Quote:
Originally Posted by SrslySirius
I've been battling a bit on that wiki page, but it's tough. There are two people that keep trying to delete the entire controversy section. Meanwhile, the whole page was considered for deletion because of notability requirements. This is why the chip dumping section was removed, in order to keep it compliant and prevent the page getting nuked. Two plus two threads are not considered notable by Wiki nerds, so I don't expect this new addition to last.
First, I would have never bothered posting what follows if Torelli hadn't behaved so deviously in the minutes, days, and weeks after the angle. I almost think that that behavior is worst than the actual angle. If he had of manned up, come clean, and taken responsibility to begin with this thread would have probably died weeks ago. Instead it has become like rust and it will never sleep.
This following is a current post on wikipedia. Let's post it here for posterity sake in case it gets deleted or manipulated again.
For the record all this information can be found in this twoplustwo thread and this thread was the originator of the story.
A section on Alex Torelli's wikipedia page as of today's date:
Controversy
"In 2017, Torelli was first accused of engaging in angle shooting during a televised episode of Poker Night in America by members on the forum 2+2. Later, professional poker player Doug Polk released a video questioning the ethics of the hand played during the episode. During the hand, larger denomination chips totaling $10,000 were placed behind smaller denomination chips in Torelli's stack of poker chips. Poker rules require larger denomination chips have to be in plain view. This influenced Torelli's opponent Daniel Wolf, who ended up losing $10,000 more than he believed was at stake.
Following the hand, Torelli stated that he used his opponent's surprise at the discovery of the high-value chips as a "read" to determine that his opponent's hand was mediocre. Later, Torelli posted a video on YouTube faulting his opponent for not knowing his chip stack size."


Pick every line from the data below that contains the string "type" and copy it.

■ **Supplied material**
>>>

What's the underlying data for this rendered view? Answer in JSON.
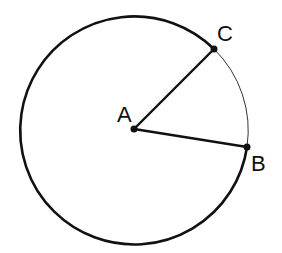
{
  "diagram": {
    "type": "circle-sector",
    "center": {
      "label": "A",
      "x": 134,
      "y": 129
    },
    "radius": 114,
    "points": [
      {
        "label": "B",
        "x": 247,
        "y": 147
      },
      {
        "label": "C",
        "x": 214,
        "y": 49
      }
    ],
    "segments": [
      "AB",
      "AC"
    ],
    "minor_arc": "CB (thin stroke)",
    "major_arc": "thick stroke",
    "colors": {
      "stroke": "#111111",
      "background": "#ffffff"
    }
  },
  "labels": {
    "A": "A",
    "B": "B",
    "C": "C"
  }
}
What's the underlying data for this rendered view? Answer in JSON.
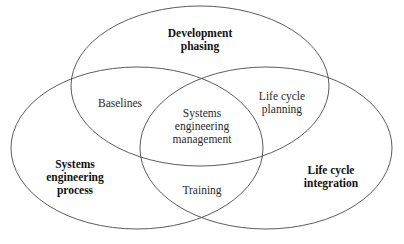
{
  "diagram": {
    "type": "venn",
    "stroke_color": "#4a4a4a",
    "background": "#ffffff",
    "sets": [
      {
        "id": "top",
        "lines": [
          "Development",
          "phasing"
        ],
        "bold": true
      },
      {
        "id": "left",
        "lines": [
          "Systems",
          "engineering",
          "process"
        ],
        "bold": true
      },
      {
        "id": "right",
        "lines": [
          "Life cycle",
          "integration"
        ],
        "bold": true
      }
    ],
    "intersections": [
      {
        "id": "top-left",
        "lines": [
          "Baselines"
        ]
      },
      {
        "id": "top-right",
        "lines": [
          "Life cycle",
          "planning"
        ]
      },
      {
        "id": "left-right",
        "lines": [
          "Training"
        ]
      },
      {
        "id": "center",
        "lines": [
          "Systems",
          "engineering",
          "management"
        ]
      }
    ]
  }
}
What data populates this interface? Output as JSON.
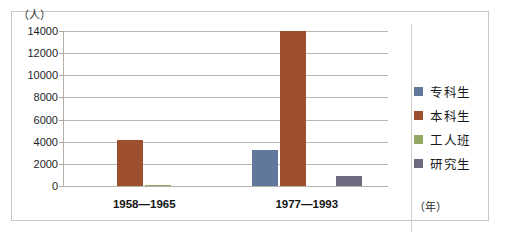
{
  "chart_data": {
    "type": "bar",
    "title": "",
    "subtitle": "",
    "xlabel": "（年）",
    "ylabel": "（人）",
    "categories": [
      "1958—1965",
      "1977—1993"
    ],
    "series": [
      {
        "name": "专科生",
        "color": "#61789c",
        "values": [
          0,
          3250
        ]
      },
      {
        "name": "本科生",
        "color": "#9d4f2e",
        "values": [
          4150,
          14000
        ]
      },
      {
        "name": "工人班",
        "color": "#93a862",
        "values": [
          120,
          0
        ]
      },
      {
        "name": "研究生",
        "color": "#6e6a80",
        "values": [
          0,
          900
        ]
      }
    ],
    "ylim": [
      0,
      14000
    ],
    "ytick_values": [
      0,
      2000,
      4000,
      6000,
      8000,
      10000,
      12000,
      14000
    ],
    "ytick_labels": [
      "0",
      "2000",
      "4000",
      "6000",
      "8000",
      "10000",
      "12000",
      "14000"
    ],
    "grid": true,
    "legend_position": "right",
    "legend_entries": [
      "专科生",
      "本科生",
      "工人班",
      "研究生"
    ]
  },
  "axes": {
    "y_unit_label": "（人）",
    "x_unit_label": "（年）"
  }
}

<<<

■ **Answer section**
    "type": "circle-sector",
    "type": "venn",
    "type": "bar",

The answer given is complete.